Roasted coffee from Colombia, Brazil, Ethiopia.
Current Tariff Rate
10%
Pre-2025 Rate
0%
Rate Increase
+10pp
Price Impact
+10%
+$1.5
Real-World Price Impact
Before Tariffs
$14.99
1 lb premium coffee
After Tariffs
$16.49
1 lb premium coffee
That's $1.5 more per unit — a 10% price increase paid by the American buyer.
Note: Price estimates assume full tariff pass-through to consumers. Actual retail prices may vary — manufacturers may absorb some costs, shift production, or adjust margins.

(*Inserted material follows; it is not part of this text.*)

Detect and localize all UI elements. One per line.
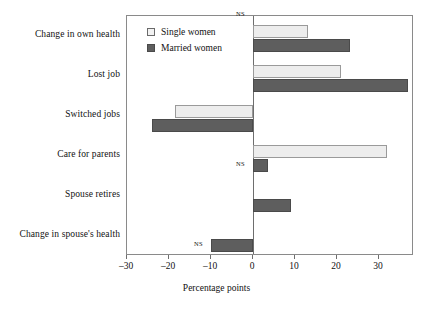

The Story Behind This Tariff
Roasted coffee entering the US now faces a 10% tariff for the first time in modern history — raw coffee beans have been duty-free since 1832 as a deliberate policy to keep America's favorite beverage affordable. The Section 122 baseline tariff breaks nearly two centuries of free coffee trade. Colombia, Brazil, and Ethiopia are the primary origins, with roasting increasingly done at origin to capture more value (Colombian single-origin, Ethiopian specialty). The US imports $8B in coffee annually, and while 10% sounds modest, coffee is purchased frequently — the cumulative household impact is significant. Specialty coffee shops face margin compression as wholesale costs rise. The tariff also disrupts fair trade economics: origin-country roasters who invested in equipment to export finished product are penalized versus green bean exporters. Major roasters like Starbucks and JDE Peet's will likely absorb some cost initially but pass increases through within 6-12 months.
📦 Supply Chain
Primary Origin
Colombia
Made in USA
60% (domestic roasting)
Import Volume
$8.2B
Alternatives
Brazil, Ethiopia, Vietnam (robusta)
📅 Tariff Timeline
1832
US eliminates coffee import duty
0%2025
Section 122 baseline tariff applies for first time in 193 years
10%👥 Consumer Impact
Households Affected
130M
Annual Cost Per Household
$55
💡 Did You Know?
- •Coffee had been duty-free in the US for 193 years — since Andrew Jackson was president
- •Americans drink 400 million cups of coffee per day, making it the most consumed beverage after water
- •A 10% tariff on roasted coffee costs the average daily coffee drinker about $50-70 per year
Tariff Details
- HTS Code
- 0901.21
- Current Rate
- 10%
- Pre-2025 Rate
- 0%
- Tariff Type
- Section 122
Legal Authority
Section 122 (Balance of Payments)
Effective: April 2025
Baseline 10% tariff on imports to address balance of payments
The tariff on Coffee (Roasted) is paid by the American importer at the port of entry and passed through to consumers as higher retail prices. The foreign manufacturer does not pay the tariff.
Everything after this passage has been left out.